Ruby's legacy
Finding answers to a rare and terrible disease
In early 2019, Ruby Hill gave her final media interview. The 23-year-old had gastroparesis, a disease where the electrical contractions that cause food to go through the digestive system don’t work properly.
Four years earlier, Ruby had been a fit and healthy 19-year-old, training to be a pilot at Auckland’s Ardmore airport. But developing gastroparesis meant her body couldn’t absorb the nutrients it needed. She couldn’t keep food down and slowly wasted away; she died in April 2019. But not before setting up a challenge to find some way of helping people with chronic gut conditions like hers.
Her aim was that in the future people wouldn’t have to suffer what she had gone through. “If it was more researched and understood, like cancer, we would have more help,” she told NZME’s Michael Cunningham a month before her death.
It wasn’t just the physical symptoms – though they were terrible. It was the way she was treated, including by medical people.
As Ruby slowly starved to death she was told, ‘It could be worse, you could have cancer’. She was told she looked great, because she was skinny. She was told she ‘just needed to put on a couple of kilograms’ and she’d be fine. Some people refused to believe she wasn’t anorexic.
“It’s pretty disheartening,” she said at the time. “My goal is to help others. To make sure no one else goes through this.”
“It’s pretty disheartening. My goal is to help others. To make sure no one else goes through this.”
After Ruby’s death, her mum Jo Hill took up the challenge. In 2021, she set up a charitable trust, Ruby’s Voice, to increase awareness of gastroparesis and to raise money for its diagnosis and treatment.
Now a donation from the trust is helping fund a smart young New Zealand gastrointestinal researcher to travel to the US, where he will spend a year at the Massachusetts Institute of Technology (MIT).
Peter Tremain is 27 – just a few months younger than Ruby would have been if she had lived. Tremain is a PhD student at the Auckland Bioengineering Institute (ABI) and is developing a probe that can be sent into the gut via someone’s mouth in order to measure electrical pulses. Think of it as a sort of internal electrocardiogram (ECG) for the gastrointestinal system.
Over the last few years, ABI researchers led by Senior Research Fellow Dr Tim Angeli-Gordon have discovered that (like in the heart) electrical signals going awry can cause big problems. In the gut that often means pain, nausea, vomiting and diarrhoea - symptoms that are often very difficult to diagnose or treat. As in Ruby’s case, they can cause death.
The problem is that electrical signals in the gut are weaker and so harder to detect than those in the heart. In addition, the exact location of any abnormalities is harder to pinpoint.
Tremain hopes his endoscopic device will change that. Imagine a deflatable Christmas bauble on the end of a tube. Where the outside of the bauble would be, is a skeleton made up of 64 electrodes, and once the device is inflated inside someone’s body, the electrodes send back data on the pattern of electricity in the stomach.
This enables doctors to work out whether that pattern is normal or not, thereby helping diagnosis and, hopefully, treatment. But the device is still at the development stage, which is where the Massachusetts Institute of Technology comes in.
“The problem we are trying to solve is deeply technical, and to achieve the best result, we need to draw upon all expertise available to us,” Tremain says. “The Traverso lab at MIT is arguably one of the best gastrointestinal (GI) device development laboratories in the world. Combining their knowledge with our world-leading experience in GI electrophysiology puts us in the best position possible to successfully bring our device to clinic.”
Gastroparesis is a relatively rare condition – a recent study determined around 0.8 percent of Australians may have the disease, equating to something less than 35,000 New Zealand adults.
But the potential impact of Tremain’s research could be far wider, he says. “The electrical abnormalities we target with our device work are applicable to a wider group of diseases called functional gastrointestinal disorders. These diseases have less severe symptoms than gastroparesis but still contribute to a lousy quality of life for many people.”
Functional dyspepsia, for example, is estimated to affect approximately 10-15 percent of the population globally, and gastroesophageal reflux disease affects up to 30 percent.
“So globally we are talking hundreds of millions or billions of people that could be helped through electrically-informed intervention, such as our work. In New Zealand that number will be in the hundreds of thousands to millions of people.”
So globally we are talking hundreds of millions or billions of people that could be helped through electrically-informed intervention, such as our work.
Jo Hill says the Ruby’s Voice trust is aiming to fund a research scholarship each year and is looking for donors in New Zealand and overseas. “It’s hard to get funding for students looking at gastrointestinal problems. Our trustees are really motivated to see things move forward.”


Print all the entries exactly.

=== Begin Enclosure ===

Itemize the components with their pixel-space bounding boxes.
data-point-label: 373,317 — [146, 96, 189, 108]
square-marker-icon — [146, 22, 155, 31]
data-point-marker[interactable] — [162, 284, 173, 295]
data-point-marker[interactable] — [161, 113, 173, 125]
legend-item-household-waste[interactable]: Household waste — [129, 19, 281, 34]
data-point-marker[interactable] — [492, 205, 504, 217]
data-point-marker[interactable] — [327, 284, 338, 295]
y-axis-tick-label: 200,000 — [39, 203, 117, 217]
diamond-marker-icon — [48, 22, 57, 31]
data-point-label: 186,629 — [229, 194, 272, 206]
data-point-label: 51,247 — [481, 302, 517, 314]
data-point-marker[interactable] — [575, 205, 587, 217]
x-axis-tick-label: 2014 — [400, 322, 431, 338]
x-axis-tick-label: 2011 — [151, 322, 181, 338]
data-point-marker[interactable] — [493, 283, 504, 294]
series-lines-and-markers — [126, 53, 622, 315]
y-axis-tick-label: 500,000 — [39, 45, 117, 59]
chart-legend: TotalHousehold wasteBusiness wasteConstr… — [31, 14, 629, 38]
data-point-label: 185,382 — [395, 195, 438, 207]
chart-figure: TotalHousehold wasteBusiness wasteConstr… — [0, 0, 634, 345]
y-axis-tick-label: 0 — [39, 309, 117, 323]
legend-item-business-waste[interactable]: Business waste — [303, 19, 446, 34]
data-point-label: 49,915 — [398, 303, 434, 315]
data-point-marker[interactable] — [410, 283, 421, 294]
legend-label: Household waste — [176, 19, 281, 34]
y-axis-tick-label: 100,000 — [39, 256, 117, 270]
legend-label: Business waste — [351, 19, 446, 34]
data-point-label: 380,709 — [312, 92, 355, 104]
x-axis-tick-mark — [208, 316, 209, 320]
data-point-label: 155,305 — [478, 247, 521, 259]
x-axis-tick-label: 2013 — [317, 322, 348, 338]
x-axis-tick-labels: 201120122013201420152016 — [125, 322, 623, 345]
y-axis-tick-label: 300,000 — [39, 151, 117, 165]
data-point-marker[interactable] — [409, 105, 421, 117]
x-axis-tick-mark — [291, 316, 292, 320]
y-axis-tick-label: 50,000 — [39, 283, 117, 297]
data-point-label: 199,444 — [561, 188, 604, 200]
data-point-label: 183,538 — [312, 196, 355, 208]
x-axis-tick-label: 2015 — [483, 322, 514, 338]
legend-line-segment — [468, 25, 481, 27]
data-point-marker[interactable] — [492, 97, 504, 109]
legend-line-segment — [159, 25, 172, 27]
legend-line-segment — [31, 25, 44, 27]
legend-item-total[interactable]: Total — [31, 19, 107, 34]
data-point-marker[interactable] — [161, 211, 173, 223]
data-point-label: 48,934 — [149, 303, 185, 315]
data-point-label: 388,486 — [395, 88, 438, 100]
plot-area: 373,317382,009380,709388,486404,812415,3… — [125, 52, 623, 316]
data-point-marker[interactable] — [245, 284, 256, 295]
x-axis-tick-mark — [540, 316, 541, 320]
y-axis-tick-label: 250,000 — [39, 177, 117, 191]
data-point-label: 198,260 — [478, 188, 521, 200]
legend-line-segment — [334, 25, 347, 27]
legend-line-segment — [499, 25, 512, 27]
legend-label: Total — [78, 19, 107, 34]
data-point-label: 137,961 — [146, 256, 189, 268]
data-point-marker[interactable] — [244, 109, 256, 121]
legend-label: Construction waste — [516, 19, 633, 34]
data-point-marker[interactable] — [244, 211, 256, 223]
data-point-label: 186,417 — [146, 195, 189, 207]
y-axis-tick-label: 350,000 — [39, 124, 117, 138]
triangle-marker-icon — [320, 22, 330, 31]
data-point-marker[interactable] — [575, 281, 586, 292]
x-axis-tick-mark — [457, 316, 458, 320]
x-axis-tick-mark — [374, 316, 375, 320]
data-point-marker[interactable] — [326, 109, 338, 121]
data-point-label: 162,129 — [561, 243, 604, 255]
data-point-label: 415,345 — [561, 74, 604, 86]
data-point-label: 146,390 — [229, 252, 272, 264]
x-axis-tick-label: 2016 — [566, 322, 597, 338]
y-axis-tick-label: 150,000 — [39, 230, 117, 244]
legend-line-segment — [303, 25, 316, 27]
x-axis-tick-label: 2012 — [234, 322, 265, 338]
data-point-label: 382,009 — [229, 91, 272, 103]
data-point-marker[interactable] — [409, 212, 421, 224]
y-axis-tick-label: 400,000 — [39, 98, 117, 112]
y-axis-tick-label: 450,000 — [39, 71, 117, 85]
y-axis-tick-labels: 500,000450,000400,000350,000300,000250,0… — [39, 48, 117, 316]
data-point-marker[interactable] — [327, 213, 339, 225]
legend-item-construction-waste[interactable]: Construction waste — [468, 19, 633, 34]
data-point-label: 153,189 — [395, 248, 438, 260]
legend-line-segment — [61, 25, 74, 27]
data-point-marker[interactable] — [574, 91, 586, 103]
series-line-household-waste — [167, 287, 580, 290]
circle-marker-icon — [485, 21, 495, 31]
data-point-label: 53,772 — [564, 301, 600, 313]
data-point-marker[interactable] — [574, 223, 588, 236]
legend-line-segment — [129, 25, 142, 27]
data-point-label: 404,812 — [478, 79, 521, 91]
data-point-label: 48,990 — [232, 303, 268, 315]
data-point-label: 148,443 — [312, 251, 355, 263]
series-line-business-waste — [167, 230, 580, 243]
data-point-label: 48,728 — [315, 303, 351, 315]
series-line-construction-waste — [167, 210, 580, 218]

=== End Enclosure ===

▶ **TASK ANSWER**:
Itemize the components with their pixel-space bounding boxes.
data-point-label: 373,317 — [146, 96, 189, 108]
square-marker-icon — [146, 22, 155, 31]
data-point-marker[interactable] — [162, 284, 173, 295]
data-point-marker[interactable] — [161, 113, 173, 125]
legend-item-household-waste[interactable]: Household waste — [129, 19, 281, 34]
data-point-marker[interactable] — [492, 205, 504, 217]
data-point-marker[interactable] — [327, 284, 338, 295]
y-axis-tick-label: 200,000 — [39, 203, 117, 217]
diamond-marker-icon — [48, 22, 57, 31]
data-point-label: 186,629 — [229, 194, 272, 206]
data-point-label: 51,247 — [481, 302, 517, 314]
data-point-marker[interactable] — [575, 205, 587, 217]
x-axis-tick-label: 2014 — [400, 322, 431, 338]
x-axis-tick-label: 2011 — [151, 322, 181, 338]
data-point-marker[interactable] — [493, 283, 504, 294]
series-lines-and-markers — [126, 53, 622, 315]
y-axis-tick-label: 500,000 — [39, 45, 117, 59]
chart-legend: TotalHousehold wasteBusiness wasteConstr… — [31, 14, 629, 38]
data-point-label: 185,382 — [395, 195, 438, 207]
chart-figure: TotalHousehold wasteBusiness wasteConstr… — [0, 0, 634, 345]
y-axis-tick-label: 0 — [39, 309, 117, 323]
legend-item-business-waste[interactable]: Business waste — [303, 19, 446, 34]
data-point-label: 49,915 — [398, 303, 434, 315]
data-point-marker[interactable] — [410, 283, 421, 294]
legend-label: Household waste — [176, 19, 281, 34]
y-axis-tick-label: 100,000 — [39, 256, 117, 270]
legend-label: Business waste — [351, 19, 446, 34]
data-point-label: 380,709 — [312, 92, 355, 104]
x-axis-tick-mark — [208, 316, 209, 320]
data-point-label: 155,305 — [478, 247, 521, 259]
x-axis-tick-label: 2013 — [317, 322, 348, 338]
x-axis-tick-labels: 201120122013201420152016 — [125, 322, 623, 345]
y-axis-tick-label: 300,000 — [39, 151, 117, 165]
data-point-marker[interactable] — [409, 105, 421, 117]
x-axis-tick-mark — [291, 316, 292, 320]
y-axis-tick-label: 50,000 — [39, 283, 117, 297]
data-point-label: 199,444 — [561, 188, 604, 200]
data-point-label: 183,538 — [312, 196, 355, 208]
x-axis-tick-label: 2015 — [483, 322, 514, 338]
legend-line-segment — [468, 25, 481, 27]
data-point-marker[interactable] — [492, 97, 504, 109]
legend-line-segment — [159, 25, 172, 27]
legend-line-segment — [31, 25, 44, 27]
legend-item-total[interactable]: Total — [31, 19, 107, 34]
data-point-marker[interactable] — [161, 211, 173, 223]
data-point-label: 48,934 — [149, 303, 185, 315]
data-point-label: 388,486 — [395, 88, 438, 100]
plot-area: 373,317382,009380,709388,486404,812415,3… — [125, 52, 623, 316]
data-point-marker[interactable] — [245, 284, 256, 295]
x-axis-tick-mark — [540, 316, 541, 320]
y-axis-tick-label: 250,000 — [39, 177, 117, 191]
data-point-label: 198,260 — [478, 188, 521, 200]
legend-line-segment — [334, 25, 347, 27]
legend-line-segment — [499, 25, 512, 27]
legend-label: Total — [78, 19, 107, 34]
data-point-label: 137,961 — [146, 256, 189, 268]
data-point-marker[interactable] — [244, 109, 256, 121]
legend-label: Construction waste — [516, 19, 633, 34]
data-point-marker[interactable] — [244, 211, 256, 223]
data-point-label: 186,417 — [146, 195, 189, 207]
y-axis-tick-label: 350,000 — [39, 124, 117, 138]
triangle-marker-icon — [320, 22, 330, 31]
data-point-marker[interactable] — [575, 281, 586, 292]
x-axis-tick-mark — [457, 316, 458, 320]
x-axis-tick-mark — [374, 316, 375, 320]
data-point-marker[interactable] — [326, 109, 338, 121]
data-point-label: 162,129 — [561, 243, 604, 255]
data-point-label: 415,345 — [561, 74, 604, 86]
data-point-label: 146,390 — [229, 252, 272, 264]
x-axis-tick-label: 2016 — [566, 322, 597, 338]
y-axis-tick-label: 150,000 — [39, 230, 117, 244]
legend-line-segment — [303, 25, 316, 27]
x-axis-tick-label: 2012 — [234, 322, 265, 338]
data-point-label: 382,009 — [229, 91, 272, 103]
data-point-marker[interactable] — [409, 212, 421, 224]
y-axis-tick-label: 400,000 — [39, 98, 117, 112]
y-axis-tick-label: 450,000 — [39, 71, 117, 85]
y-axis-tick-labels: 500,000450,000400,000350,000300,000250,0… — [39, 48, 117, 316]
data-point-marker[interactable] — [327, 213, 339, 225]
legend-item-construction-waste[interactable]: Construction waste — [468, 19, 633, 34]
data-point-label: 153,189 — [395, 248, 438, 260]
legend-line-segment — [61, 25, 74, 27]
data-point-marker[interactable] — [574, 91, 586, 103]
series-line-household-waste — [167, 287, 580, 290]
circle-marker-icon — [485, 21, 495, 31]
data-point-label: 53,772 — [564, 301, 600, 313]
data-point-marker[interactable] — [574, 223, 588, 236]
legend-line-segment — [129, 25, 142, 27]
data-point-label: 404,812 — [478, 79, 521, 91]
data-point-label: 48,990 — [232, 303, 268, 315]
data-point-label: 148,443 — [312, 251, 355, 263]
series-line-business-waste — [167, 230, 580, 243]
data-point-label: 48,728 — [315, 303, 351, 315]
series-line-construction-waste — [167, 210, 580, 218]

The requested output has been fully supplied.